I had been on holiday in Ireland in 1987, visiting my parents, and became enamoured by watching individual rainclouds in the distance over the sea and images of these clouds made their way into my watery paintings, like this one "Meeting", oil on canvas.


In 1988 I used the image of the gold figure tumbling above the water as a design on a St. Patrick's Day card for my new boyfriend (now my husband). I found stripey paper to use as gold rain and I added the green stars as a reference to a line in William Carlos Williams poem "Our Stars Come from Ireland". 


As well as making an appearance with other elements in numerous paintings and drawings, the rainclouds also appeared in their own right on a birthday card for my Dad in 1989.


The rain became a little more menacing I guess in this postcard from 1989.


I moved to Ireland in 1988 and started work on a completely new body of work as I had left all my dream paintings in Toronto. This new work consisted of a large group of figurative drawings where I covered the paper in graphite and used an eraser to draw. Later works in this series got more colourful as I drew with large oilsticks. This body of work became my first solo show, at Temple Bar Galley & Studios, Dublin in 1989. 


In February 1989 I used the theme in a Valentine postcard sent to my boyfriend in Toronto.

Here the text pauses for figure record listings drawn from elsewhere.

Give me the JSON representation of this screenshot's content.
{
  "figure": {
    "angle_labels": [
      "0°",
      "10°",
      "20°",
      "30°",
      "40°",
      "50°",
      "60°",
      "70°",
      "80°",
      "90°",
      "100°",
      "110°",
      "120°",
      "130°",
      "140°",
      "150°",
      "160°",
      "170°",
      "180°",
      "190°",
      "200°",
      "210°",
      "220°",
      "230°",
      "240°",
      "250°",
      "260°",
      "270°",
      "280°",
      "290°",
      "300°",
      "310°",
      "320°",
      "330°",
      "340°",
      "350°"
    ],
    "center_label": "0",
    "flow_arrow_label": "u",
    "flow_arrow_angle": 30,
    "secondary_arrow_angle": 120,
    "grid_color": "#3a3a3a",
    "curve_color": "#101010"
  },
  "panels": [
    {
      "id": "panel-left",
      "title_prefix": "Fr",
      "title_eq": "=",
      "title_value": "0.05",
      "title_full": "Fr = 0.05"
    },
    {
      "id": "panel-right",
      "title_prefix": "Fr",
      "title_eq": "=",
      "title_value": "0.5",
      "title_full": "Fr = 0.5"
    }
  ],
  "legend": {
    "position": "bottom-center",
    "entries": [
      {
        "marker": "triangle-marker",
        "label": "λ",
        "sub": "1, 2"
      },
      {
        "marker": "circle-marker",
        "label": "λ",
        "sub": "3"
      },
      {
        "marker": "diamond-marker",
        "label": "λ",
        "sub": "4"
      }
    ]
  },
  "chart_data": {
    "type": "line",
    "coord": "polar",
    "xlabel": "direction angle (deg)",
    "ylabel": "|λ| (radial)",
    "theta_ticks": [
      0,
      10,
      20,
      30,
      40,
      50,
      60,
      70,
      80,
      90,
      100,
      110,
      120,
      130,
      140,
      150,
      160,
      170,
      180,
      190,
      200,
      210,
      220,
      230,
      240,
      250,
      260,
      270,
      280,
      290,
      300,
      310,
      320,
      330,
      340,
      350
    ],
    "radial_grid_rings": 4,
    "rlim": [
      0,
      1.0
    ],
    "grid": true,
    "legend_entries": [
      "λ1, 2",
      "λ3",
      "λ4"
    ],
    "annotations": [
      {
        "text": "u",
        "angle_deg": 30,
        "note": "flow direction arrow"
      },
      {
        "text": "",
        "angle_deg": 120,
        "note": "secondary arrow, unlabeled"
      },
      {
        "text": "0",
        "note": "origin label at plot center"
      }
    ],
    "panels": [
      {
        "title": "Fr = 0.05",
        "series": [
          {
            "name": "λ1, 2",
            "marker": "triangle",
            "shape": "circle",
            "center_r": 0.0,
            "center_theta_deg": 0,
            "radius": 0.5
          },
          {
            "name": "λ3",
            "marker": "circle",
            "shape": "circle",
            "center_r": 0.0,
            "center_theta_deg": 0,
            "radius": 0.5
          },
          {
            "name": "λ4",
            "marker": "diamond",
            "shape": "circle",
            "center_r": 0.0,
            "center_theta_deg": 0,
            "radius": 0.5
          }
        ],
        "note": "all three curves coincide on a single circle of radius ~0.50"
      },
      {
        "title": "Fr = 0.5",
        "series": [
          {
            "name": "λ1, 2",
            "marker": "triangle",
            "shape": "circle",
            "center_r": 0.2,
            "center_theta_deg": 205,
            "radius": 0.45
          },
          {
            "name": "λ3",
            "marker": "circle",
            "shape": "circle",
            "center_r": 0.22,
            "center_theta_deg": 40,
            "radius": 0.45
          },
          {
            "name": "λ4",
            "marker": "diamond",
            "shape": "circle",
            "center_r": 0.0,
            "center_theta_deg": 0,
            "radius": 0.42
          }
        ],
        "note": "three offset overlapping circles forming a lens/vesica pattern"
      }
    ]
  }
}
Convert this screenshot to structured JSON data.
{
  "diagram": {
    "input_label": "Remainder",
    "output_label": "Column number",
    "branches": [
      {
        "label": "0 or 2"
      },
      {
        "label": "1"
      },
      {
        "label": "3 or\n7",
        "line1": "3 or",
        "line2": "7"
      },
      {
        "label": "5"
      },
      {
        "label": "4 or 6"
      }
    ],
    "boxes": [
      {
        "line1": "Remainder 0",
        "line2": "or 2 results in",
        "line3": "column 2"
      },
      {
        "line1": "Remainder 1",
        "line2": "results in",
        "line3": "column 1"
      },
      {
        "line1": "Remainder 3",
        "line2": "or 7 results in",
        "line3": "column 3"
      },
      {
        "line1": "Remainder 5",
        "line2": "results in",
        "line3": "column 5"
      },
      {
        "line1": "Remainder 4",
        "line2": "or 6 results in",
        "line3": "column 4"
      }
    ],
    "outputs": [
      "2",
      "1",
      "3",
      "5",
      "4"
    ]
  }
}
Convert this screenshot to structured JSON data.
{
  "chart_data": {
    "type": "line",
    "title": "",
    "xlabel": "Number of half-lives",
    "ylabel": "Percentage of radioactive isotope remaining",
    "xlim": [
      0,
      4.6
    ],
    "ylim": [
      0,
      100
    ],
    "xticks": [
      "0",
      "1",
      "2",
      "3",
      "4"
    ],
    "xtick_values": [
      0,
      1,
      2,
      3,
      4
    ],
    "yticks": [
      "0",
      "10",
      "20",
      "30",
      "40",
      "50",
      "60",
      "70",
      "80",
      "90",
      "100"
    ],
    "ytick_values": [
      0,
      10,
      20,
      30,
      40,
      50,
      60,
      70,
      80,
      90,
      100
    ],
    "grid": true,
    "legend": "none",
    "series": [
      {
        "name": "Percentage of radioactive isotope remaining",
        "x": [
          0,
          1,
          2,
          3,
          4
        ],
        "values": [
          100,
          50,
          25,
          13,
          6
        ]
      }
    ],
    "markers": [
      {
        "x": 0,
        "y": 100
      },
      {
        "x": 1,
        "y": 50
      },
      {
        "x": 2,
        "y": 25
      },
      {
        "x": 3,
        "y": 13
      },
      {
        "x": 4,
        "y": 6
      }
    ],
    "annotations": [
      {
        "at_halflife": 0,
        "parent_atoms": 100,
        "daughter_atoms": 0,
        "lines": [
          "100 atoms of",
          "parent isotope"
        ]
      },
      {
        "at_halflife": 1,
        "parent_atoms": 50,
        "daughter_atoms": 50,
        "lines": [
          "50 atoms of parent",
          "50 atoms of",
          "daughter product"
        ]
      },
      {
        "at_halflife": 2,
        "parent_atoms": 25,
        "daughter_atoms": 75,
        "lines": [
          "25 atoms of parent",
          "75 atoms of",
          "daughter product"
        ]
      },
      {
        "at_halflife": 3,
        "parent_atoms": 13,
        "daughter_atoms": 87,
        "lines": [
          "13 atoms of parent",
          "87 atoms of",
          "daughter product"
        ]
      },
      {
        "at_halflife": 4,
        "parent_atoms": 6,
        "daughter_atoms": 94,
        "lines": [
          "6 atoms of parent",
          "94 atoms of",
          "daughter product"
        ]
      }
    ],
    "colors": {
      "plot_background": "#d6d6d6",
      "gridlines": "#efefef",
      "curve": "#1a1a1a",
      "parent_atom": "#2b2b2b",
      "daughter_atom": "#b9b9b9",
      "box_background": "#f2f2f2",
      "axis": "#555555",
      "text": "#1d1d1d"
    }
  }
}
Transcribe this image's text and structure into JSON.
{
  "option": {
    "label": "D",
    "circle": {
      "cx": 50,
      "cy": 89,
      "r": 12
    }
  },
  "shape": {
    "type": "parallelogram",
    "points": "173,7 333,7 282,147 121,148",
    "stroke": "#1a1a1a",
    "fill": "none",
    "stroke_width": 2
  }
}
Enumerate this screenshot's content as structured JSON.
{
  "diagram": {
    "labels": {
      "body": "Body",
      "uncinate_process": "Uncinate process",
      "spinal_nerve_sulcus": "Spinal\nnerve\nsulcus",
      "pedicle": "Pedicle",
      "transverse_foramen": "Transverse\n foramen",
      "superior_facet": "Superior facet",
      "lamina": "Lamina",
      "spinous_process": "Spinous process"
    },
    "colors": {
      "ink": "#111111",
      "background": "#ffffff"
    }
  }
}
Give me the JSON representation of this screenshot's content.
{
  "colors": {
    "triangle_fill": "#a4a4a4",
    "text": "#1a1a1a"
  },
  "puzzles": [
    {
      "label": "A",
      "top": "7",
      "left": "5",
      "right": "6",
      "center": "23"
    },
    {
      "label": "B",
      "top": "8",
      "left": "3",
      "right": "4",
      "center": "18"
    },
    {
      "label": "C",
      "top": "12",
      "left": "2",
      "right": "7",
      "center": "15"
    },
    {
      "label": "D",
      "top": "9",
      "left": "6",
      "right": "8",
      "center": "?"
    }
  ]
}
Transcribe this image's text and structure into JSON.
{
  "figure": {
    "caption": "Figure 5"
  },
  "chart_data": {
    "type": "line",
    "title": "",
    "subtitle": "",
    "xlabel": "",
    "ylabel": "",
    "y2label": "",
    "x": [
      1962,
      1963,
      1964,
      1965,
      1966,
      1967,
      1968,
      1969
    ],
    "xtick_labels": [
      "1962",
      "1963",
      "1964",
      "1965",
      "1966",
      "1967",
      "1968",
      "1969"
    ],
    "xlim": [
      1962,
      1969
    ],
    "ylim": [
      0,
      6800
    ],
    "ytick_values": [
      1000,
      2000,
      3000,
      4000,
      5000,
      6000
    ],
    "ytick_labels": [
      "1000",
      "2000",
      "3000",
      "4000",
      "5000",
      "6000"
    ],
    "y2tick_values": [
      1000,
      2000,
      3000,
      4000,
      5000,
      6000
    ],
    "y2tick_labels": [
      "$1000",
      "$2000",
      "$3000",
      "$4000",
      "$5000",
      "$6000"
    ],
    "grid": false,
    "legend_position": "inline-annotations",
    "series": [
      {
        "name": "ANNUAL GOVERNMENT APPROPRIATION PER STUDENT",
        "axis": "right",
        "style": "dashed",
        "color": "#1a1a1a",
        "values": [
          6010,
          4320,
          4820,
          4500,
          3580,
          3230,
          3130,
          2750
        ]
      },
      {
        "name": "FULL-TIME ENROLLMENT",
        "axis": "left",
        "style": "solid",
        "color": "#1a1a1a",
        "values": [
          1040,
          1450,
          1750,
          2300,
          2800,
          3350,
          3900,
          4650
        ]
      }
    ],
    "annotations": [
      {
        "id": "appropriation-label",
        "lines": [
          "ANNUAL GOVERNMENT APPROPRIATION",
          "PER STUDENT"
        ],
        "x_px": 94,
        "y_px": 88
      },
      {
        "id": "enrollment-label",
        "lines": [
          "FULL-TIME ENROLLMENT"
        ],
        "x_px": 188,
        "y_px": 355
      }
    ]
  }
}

I have always loved the stone walls and stonework ruins found everywhere in Ireland, totally different architecture than I had grown up with in Canada. I was back in Toronto when I sent this Mother's Day card to my Mum in Ireland in 1990.


At the time, although I was back in Canada, I started work on a series of paintings based on windows from ruins which were part of my life in Ireland. I exhibited a number of these paintings in a group show at Cedar Ridge Creative Centre in Scarborough in 1992. I brought the series with me to Ireland when I returned in 1993, completed more in the series and started a tour of the large group under the exhibition title "My Tower of Strength". The exhibition opened at Siamsa Tire arts centre in Tralee, Co. Kerry and its last stop was The Courthouse Arts Centre in Tinahely, Co. Wicklow in 1998 taking in a number of galleries in between. This painting, "The Holly & the Oak", is acrylic on canvas, 122 cm x 91.5 cm (4' x 3'), 1992 is in the collection of the Office of Public Works, Ireland. The window is structurally based on Raheenacluig - the church of the little bell - a ruin on the side of Bray Head, in the town where I live.